The history of architecture
The history of architecture

The history of architecture, presented by the traditional architectural school as an interconnected list of outstanding ensembles or objects, teaches us to see the completeness, immutability of a particular structure as one of its advantages, an obligatory attribute of an architectural masterpiece.

L. Alberti (1404-1472) taught that “the building must be executed in such a way that neither additions nor changes can be made in it without harm to the whole.” Nowadays, these views have changed significantly, the comprehensive mobility of the surrounding reality has led architects to the idea that both urban development objects themselves and our idea of them are dynamic.

Today, a new interpretation of the laws of scale, plasticity, composition is being actively developed, imbued with a sense of multidimensionality, the boundlessness of the spatial world, where the wealth of constantly opening new connections, points of view allows you to see previously hidden aspects of beauty in architecture, changing both geometrically and in time. Projects of metabolites celebrating amorphousness, “self-development” of urban structures likened to biological communities; the persistent imposition on a single space of both large and small structures of different structural systems that do not coincide with either the module, the material, or the orientation of the coordinate grid are just some examples of this trend, which sharply breaks with the traditions of clarity, completeness, even closeness of classical ensembles.

But these ensembles exist, and the life of the city firmly fits them into deliberately unfinished structures and complexes designed for alterations and promising changes, which today have become a symbol of urban aesthetics. This is how the concept of a unified architectural and spatial environment appeared, in which there is a place for self-sufficient (in the sense inherent in the “classical” interpretation), and for flowing spaces, and for completed objects and those that are specifically designed for ongoing development.

Accordingly, those features of architectural imagery have become clearer, about which M.Ya. Ginzburg wrote that “the unfinished always awakens a fruitful thought about accomplishment, gives living material for creative work. A finished work of art is something exhausted and self-contained: it charms, but it is afraid of blasphemous touches; such is the art of the Hellenes. But what is not finished always excites the thought more with its potential for further development.” From these positions, based on the ability to see unusual aesthetic ideals, new artistic norms behind the understatement, “inconsistency”, and it is necessary to evaluate the pictures of urban life that are formed by the factor of environmental dynamics.

These estimates are contradictory. On the one hand, a person positively considers the need for alteration and agrees to see a special aesthetic interest in the construction picture itself, although he does not want to put up with the inconveniences of this process, especially since it goes on almost continuously. In addition, during the entire period of formation, reconstruction or habitation of urban space, its appearance is flawed – it lacks some important or secondary, but desirable elements for a citizen, but various kinds of miscalculations are especially noticeable, generating a sense of unsettledness, temporality. Another contradiction: welcoming the new in principle, the townspeople are reluctant to part with the familiar, they object to the destruction of aesthetic authorities verified by time. Moreover, they expect to meet these artistic norms, even in a transformed form, in new areas, not to mention the fact that they require the preservation of their spirit in stable and reconstructed spaces.

This is how a very important requirement for a modern city arises for the artistic completeness of the appearance of the urban interior, which assumes the consistency of architectural impressions, scale, integrity of the environment, regardless of whether the object is being built, is settling in or is functioning stably. In other words, each fragment of urban space, “flowing” or classically isolated, at any moment in its history must have the qualities of composition – have a clear architectural idea, a conscious accentuated dominant structure; a minimum of active architectural, artistic and decorative themes that correspond to the imaginative orientation that the space may have, depending on its completeness and the author’s intention.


▶ _Task details_:
A single number is required: how many lines in the entries hold the word "element".

▶ _Data for this exercise_:

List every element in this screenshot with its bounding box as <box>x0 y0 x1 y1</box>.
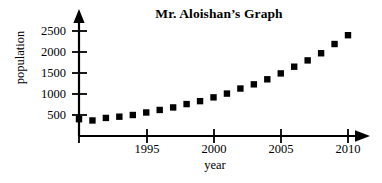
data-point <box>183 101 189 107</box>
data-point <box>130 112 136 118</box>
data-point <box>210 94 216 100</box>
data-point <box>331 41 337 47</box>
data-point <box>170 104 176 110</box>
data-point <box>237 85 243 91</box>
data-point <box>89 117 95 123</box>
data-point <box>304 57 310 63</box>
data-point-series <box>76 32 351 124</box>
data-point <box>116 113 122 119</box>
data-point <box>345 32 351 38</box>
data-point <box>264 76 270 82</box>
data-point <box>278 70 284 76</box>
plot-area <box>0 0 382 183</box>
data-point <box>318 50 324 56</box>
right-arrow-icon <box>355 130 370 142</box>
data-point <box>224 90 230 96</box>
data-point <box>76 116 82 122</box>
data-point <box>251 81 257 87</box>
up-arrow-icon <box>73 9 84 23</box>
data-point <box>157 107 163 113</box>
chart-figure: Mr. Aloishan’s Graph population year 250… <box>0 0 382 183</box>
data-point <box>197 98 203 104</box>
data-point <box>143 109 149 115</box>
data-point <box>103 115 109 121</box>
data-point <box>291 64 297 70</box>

* * *

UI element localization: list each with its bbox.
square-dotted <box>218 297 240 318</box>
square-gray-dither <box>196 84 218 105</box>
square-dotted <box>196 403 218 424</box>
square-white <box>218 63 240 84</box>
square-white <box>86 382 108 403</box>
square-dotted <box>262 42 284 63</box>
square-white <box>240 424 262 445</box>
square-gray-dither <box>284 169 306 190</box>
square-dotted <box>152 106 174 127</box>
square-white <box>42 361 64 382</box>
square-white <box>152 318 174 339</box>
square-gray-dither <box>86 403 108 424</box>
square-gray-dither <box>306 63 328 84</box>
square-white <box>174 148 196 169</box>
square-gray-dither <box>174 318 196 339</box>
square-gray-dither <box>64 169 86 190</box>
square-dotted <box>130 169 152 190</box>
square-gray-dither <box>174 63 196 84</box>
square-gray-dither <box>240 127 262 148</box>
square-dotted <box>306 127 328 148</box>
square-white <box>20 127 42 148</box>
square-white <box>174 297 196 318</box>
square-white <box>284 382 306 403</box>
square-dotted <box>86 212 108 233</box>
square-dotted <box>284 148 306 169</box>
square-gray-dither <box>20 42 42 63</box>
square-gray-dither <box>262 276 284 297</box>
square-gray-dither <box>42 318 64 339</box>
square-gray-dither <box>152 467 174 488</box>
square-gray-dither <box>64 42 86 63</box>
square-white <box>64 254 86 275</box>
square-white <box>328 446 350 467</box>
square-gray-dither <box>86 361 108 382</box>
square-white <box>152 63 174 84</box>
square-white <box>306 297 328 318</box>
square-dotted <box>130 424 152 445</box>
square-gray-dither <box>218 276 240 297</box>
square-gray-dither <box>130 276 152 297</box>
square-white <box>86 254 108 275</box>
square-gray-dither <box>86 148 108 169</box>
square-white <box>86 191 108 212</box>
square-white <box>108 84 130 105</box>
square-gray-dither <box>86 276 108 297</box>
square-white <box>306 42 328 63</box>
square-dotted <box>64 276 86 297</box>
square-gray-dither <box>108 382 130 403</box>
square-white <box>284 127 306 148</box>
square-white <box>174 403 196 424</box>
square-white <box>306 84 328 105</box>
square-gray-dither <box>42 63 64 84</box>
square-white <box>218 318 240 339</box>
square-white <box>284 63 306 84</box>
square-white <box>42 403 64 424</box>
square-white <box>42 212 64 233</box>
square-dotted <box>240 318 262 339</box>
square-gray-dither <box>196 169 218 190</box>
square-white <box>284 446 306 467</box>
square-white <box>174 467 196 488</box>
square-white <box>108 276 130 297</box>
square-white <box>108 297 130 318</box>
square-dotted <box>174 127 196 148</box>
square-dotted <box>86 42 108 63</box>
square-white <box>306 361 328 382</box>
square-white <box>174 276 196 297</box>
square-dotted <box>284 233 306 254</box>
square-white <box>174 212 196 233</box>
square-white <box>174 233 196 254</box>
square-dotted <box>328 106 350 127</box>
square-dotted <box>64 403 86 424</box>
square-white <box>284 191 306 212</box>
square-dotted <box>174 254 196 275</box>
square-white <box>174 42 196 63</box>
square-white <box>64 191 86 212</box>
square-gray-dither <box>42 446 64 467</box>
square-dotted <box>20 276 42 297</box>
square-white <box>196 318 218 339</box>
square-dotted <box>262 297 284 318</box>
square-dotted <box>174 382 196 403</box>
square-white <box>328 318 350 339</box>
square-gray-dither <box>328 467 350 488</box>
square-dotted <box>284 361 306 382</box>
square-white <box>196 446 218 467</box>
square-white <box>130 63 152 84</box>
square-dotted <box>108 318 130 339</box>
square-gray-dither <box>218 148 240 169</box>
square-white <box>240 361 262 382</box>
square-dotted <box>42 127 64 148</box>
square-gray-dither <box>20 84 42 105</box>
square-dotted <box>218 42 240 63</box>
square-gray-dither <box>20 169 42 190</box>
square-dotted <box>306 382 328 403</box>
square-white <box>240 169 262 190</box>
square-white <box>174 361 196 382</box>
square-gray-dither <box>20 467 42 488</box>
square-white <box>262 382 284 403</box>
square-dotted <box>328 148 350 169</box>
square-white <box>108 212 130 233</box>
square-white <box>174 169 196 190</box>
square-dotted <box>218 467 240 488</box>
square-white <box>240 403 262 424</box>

▶ _Answer for the task_:
2